RECORDED DATA |
------------------------------------

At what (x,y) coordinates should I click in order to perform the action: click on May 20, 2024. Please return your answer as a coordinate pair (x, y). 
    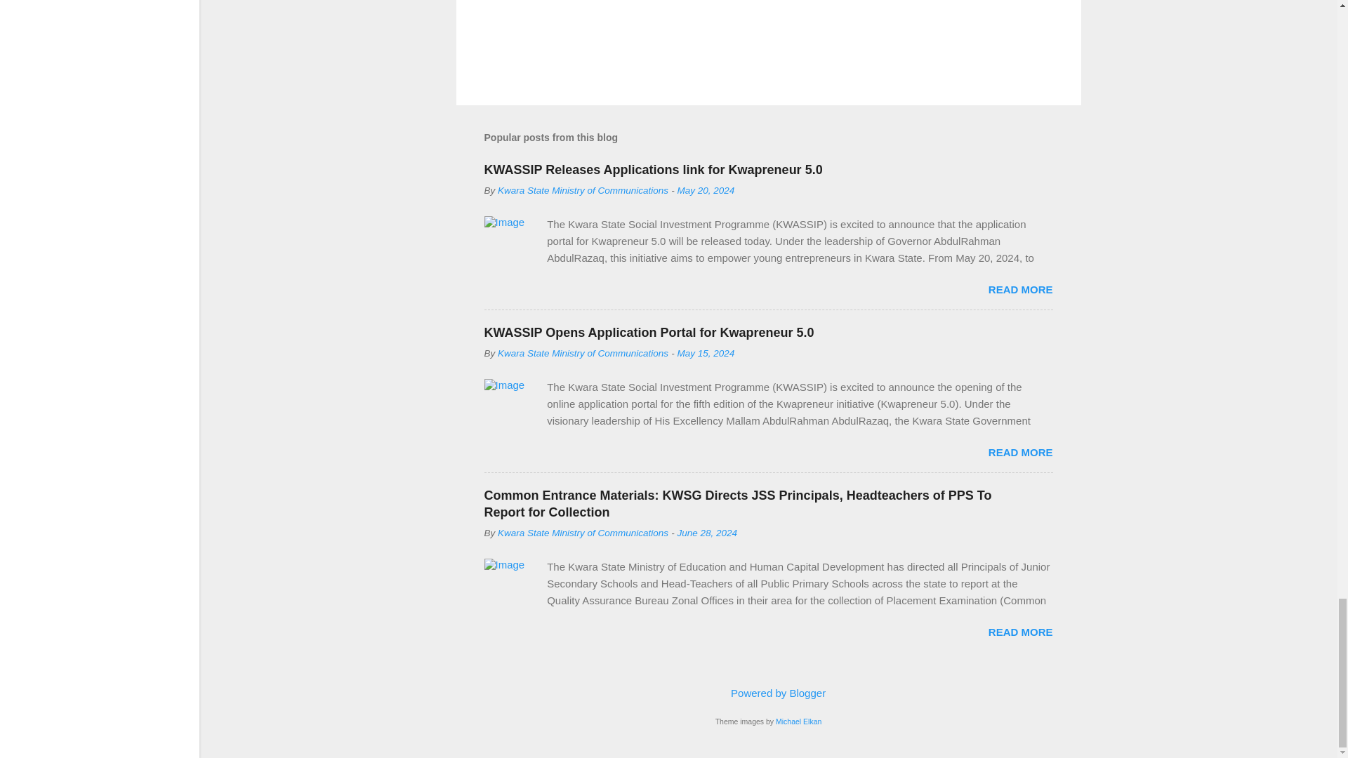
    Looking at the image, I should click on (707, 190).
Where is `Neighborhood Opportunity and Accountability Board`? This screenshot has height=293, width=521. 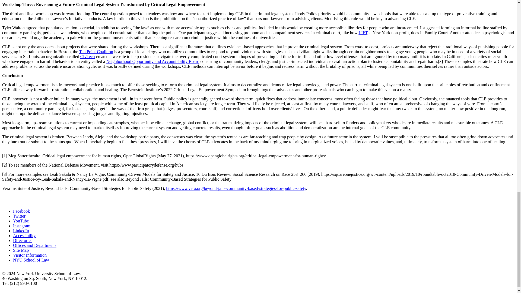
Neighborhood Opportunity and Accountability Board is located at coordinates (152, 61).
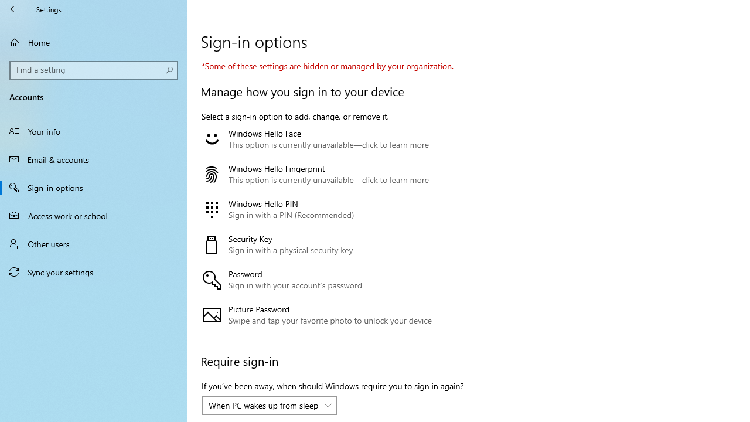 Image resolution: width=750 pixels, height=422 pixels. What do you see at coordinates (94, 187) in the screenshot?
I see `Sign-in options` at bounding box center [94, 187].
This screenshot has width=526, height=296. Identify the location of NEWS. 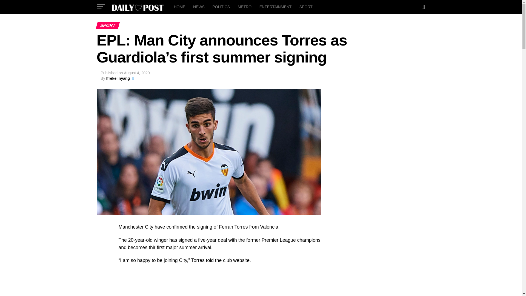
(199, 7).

------------------------------------

Exact copy, pictures excluded: restate every record above word for word.

RESPONSE TO THIS TASK |
At what (x,y) coordinates should I click in order to perform the action: click on May 20, 2024. Please return your answer as a coordinate pair (x, y). 
    Looking at the image, I should click on (707, 190).
Where is `Neighborhood Opportunity and Accountability Board`? This screenshot has height=293, width=521. 
Neighborhood Opportunity and Accountability Board is located at coordinates (152, 61).
 Image resolution: width=750 pixels, height=422 pixels. What do you see at coordinates (94, 187) in the screenshot?
I see `Sign-in options` at bounding box center [94, 187].
This screenshot has width=526, height=296. Identify the location of NEWS. 
(199, 7).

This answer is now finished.